The build-up of sediments in the Parrett reduces the river’s cross-sectional area and hence its effectiveness as a flood channel. The removal of consolidated sediments reduces flood risks for people, properties, roads and land, particularly in the area around Moorland which was so badly hit in 2014.
More than eight years of SRA-funded experimentation and knowledge-building went into the combined dredging trial of January 2024. It sought to blend the most useful elements of several important strands of work.
Firstly, silt monitoring twice a year since 2015. SRA partners have amassed a detailed panoramic picture of how sediments come, go and get to stick around in the tidal section of the Parrett between Burrowbridge and the M5 bridge. Thus trends can be observed and target areas selected.
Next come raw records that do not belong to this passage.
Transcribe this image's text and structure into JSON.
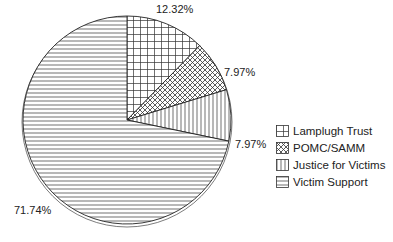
{
  "chart_data": {
    "type": "pie",
    "title": "",
    "slices": [
      {
        "label": "Lamplugh Trust",
        "value": 12.32,
        "display": "12.32%",
        "pattern": "grid"
      },
      {
        "label": "POMC/SAMM",
        "value": 7.97,
        "display": "7.97%",
        "pattern": "crosshatch"
      },
      {
        "label": "Justice for Victims",
        "value": 7.97,
        "display": "7.97%",
        "pattern": "vertical"
      },
      {
        "label": "Victim Support",
        "value": 71.74,
        "display": "71.74%",
        "pattern": "horizontal"
      }
    ],
    "legend_position": "right",
    "start_angle": "top, clockwise"
  },
  "labels": {
    "lamplugh": "12.32%",
    "pomc": "7.97%",
    "justice": "7.97%",
    "victim": "71.74%"
  },
  "legend": {
    "items": [
      {
        "label": "Lamplugh Trust"
      },
      {
        "label": "POMC/SAMM"
      },
      {
        "label": "Justice for Victims"
      },
      {
        "label": "Victim Support"
      }
    ]
  }
}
Secondly, the SRA has funded various techniques of dredging with long-reach excavators (on the Parrett and elsewhere), both for major re-profiling of river banks through so-called pioneer dredging and for less drastic works of maintenance dredging designed to preserve channels’ capacity to convey water.
Thirdly, the SRA has also funded various different techniques of Water Injection Dredging, working through the Parrett IDB with contractors Van Oord. Water Injection Dredging is much cheaper, much quicker and much less disruptive than traditional dredging using excavators. Water Injection Dredging targets what is known as the thalweg of the river, the central part of its lower channel, six metres wide in the case of the Parrett. Scientific studies in 2016 and 2017 found this method to be effective in removing sediments, also that it could lead to unwanted build-ups on river banks being washed away through a process of steepening, slumping and natural scouring. However, it had become increasingly noticeable over the years that silt and vegetation (including trees) were encroaching on some upper banks, on the shoulder of the river.
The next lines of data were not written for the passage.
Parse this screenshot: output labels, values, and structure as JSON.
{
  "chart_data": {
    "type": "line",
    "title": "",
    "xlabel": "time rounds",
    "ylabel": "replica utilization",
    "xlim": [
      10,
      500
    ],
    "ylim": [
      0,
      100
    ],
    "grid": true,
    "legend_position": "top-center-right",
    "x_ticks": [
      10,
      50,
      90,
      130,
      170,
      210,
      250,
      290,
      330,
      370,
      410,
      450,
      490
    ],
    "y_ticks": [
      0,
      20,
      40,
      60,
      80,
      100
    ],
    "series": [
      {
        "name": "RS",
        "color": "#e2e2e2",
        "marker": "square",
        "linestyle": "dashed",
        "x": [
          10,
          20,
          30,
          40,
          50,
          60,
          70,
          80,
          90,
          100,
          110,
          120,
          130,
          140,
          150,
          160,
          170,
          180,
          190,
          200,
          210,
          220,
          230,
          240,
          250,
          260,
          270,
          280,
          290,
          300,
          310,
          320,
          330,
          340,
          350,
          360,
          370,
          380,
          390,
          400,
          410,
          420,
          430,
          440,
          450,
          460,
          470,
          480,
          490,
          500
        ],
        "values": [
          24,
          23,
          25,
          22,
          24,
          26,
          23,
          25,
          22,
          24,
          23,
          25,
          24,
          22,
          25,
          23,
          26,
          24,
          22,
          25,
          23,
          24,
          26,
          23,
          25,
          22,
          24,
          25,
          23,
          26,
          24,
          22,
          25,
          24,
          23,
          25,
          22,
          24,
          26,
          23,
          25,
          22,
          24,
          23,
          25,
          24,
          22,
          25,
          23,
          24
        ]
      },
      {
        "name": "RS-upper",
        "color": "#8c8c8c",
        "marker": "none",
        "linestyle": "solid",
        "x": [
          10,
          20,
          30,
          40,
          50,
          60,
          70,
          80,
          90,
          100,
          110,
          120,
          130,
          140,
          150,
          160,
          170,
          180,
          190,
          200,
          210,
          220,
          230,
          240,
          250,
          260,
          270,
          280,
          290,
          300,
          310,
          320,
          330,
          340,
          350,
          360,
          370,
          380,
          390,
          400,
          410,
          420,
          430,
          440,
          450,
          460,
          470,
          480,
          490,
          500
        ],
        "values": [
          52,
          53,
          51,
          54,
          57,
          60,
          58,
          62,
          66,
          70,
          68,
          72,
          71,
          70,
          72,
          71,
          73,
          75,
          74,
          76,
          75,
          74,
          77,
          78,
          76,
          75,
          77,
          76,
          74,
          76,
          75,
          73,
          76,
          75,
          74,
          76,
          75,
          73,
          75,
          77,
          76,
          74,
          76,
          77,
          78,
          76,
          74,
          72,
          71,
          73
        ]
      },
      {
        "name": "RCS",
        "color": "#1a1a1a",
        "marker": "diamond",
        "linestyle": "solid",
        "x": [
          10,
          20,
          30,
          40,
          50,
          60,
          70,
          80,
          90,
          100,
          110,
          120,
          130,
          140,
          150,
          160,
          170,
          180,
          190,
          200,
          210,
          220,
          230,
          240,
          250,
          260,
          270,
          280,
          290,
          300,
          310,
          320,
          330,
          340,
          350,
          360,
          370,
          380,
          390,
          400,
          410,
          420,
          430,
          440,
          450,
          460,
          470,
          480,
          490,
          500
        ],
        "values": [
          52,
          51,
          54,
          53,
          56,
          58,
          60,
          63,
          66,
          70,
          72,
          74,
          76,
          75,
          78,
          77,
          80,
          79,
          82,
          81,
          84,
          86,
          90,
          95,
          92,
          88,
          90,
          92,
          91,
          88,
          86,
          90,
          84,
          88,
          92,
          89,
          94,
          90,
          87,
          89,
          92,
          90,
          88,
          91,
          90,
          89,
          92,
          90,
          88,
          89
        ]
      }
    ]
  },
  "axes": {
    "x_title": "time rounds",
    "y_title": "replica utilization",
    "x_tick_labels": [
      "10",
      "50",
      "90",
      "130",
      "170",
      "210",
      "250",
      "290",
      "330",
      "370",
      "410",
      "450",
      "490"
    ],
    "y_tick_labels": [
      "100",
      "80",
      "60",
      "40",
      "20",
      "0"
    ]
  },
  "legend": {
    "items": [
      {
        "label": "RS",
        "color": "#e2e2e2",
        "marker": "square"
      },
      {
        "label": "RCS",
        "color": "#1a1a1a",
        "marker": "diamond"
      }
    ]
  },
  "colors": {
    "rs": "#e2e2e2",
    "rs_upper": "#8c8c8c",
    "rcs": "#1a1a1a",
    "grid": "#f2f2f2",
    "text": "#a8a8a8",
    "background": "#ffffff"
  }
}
Reviews of data by the Parrett IDB in 2023 found that cross-sectional areas of the river were reducing over time, even with annual Water Injection Dredging. Working with partners and contractors (Van Oord, WM Longreach), the IDB therefore devised and implemented the targeted fusion of methods described above.
It was seen to produce improved results: partners invited onto the dredging vessel during the works were unanimously impressed. However, the full extent of the works’ success could not immediately be established. This was because post-dredging survey works had to be delayed due to high water levels from March through to May. Lessons learned from the January 2024 trial will be used to inform the approach taken to combined Water Injection Dredging and Shoulder dredging works over the impending winter of 2024-25.